But Pierre was not heeding the woman. For several seconds he had been gazing intently at what was passing a few paces from him. He was looking at the Armenian family and two French soldiers, who had approached them. One of these soldiers, a nimble, little man, was dressed in a blue coat, with a cord tied round for a belt. He had a night-cap on his head, and his feet were bare. Another, whose appearance struck Pierre particularly, was a long, round-shouldered, fair-haired, thin man, with ponderous movements and an idiotic expression of face. He was dressed in a frieze tunic, blue trousers and big, torn, high boots. The little bare-footed Frenchman in the blue coat, on going up to the Armenians, said something, and at once took hold of the old man’s legs, and the old man began immediately in haste pulling off his boots. The other soldier in the tunic stopped facing the beautiful Armenian girl, with his hands in his pockets, and stared at her without speaking or moving.

“Take it, take the child,” said Pierre, handing the child to the peasant woman, and speaking with peremptory haste. “You give her to them, you take her,” he almost shouted to the woman, setting the screaming child on the ground, and looking round again at the Frenchmen and the Armenian family. The old man was by now sitting barefoot. The little Frenchman had just taken the second boot from him, and was slapping the boots together. The old man was saying something with a sob, but all that Pierre only saw in a passing glimpse. His whole attention was absorbed by the Frenchman in the tunic, who had meanwhile, with a deliberate, swinging gait, moved up to the young woman, and taking his hands out of his pockets, caught hold of her neck.

The beautiful Armenian still sat in the same immobile pose, with her long lashes drooping, and seemed not to see and not to feel what the soldier was doing to her.

While Pierre ran the few steps that separated him from the Frenchman, the long soldier in the tunic had already torn the necklace from the Armenian beauty’s neck, and the young woman, clutching at her neck with both hands, screamed shrilly.

“Let that woman alone!” Pierre roared in a voice hoarse with rage, and seizing the long, stooping soldier by the shoulders he shoved him away. The soldier fell down, got up, and ran away.
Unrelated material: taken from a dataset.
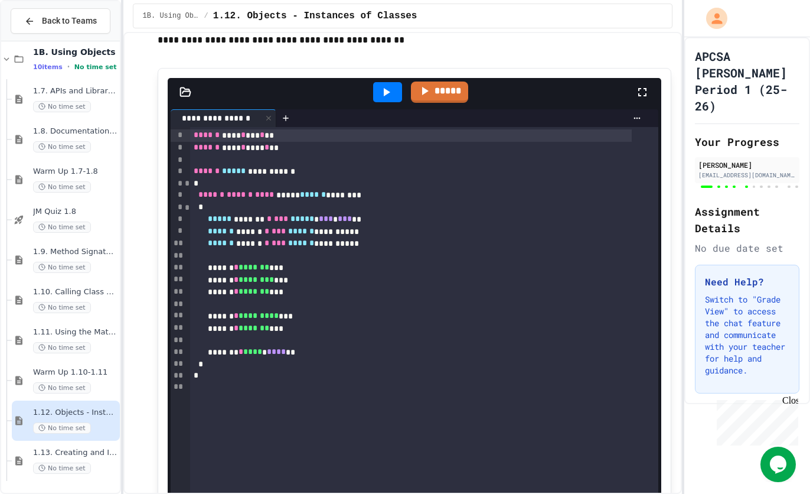 This screenshot has width=810, height=494. Describe the element at coordinates (75, 171) in the screenshot. I see `span: Warm Up 1.7-1.8` at that location.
His comrade, dropping the boots, pulled out his sword, and moved up to Pierre in a menacing attitude.

Voyons, pas de bêtises!” he shouted.

Pierre was in that transport of frenzy in which he remembered nothing, and his strength was increased tenfold. He dashed at the barefoot Frenchman, and before he had time to draw his cutlass, he knocked him down, and was pommelling him with his fists Shouts of approval were heard from the crowd around, and at the same time a patrol of French Uhlans came riding round the corner. The Uhlans trotted up to Pierre, and the French soldiers surrounded him. Pierre had no recollection of what followed. He remembered that he beat somebody, and was beaten, and that in the end he found that his hands were tied, that a group of French soldiers were standing round him, ransacking his clothes.

“Lieutenant, he has a dagger,” were the first words Pierre grasped the meaning of.
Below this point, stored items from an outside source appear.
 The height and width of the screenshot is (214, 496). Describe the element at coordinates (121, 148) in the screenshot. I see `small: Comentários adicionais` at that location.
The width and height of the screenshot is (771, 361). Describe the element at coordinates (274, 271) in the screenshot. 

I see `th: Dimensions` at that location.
“Ah, a weapon,” said the officer, and he turned to the barefoot soldier, who had been taken with Pierre. “Very good, very good; you can tell all your story at the court-martial,” said the officer. And then he turned to Pierre: “Do you know French?”

Pierre looked about him with bloodshot eyes, and made no reply. Probably his face looked very terrible; for the officer said something in a whisper, and four more Uhlans left the rest, and stationed themselves both sides of Pierre.

“Do you speak French?” the officer, keeping his distance, repeated the question. “Call the interpreter.” From the ranks a little man came forward, in a Russian civilian dress. Pierre, from his dress and speech, at once recognised in him a French shopman from some Moscow shop.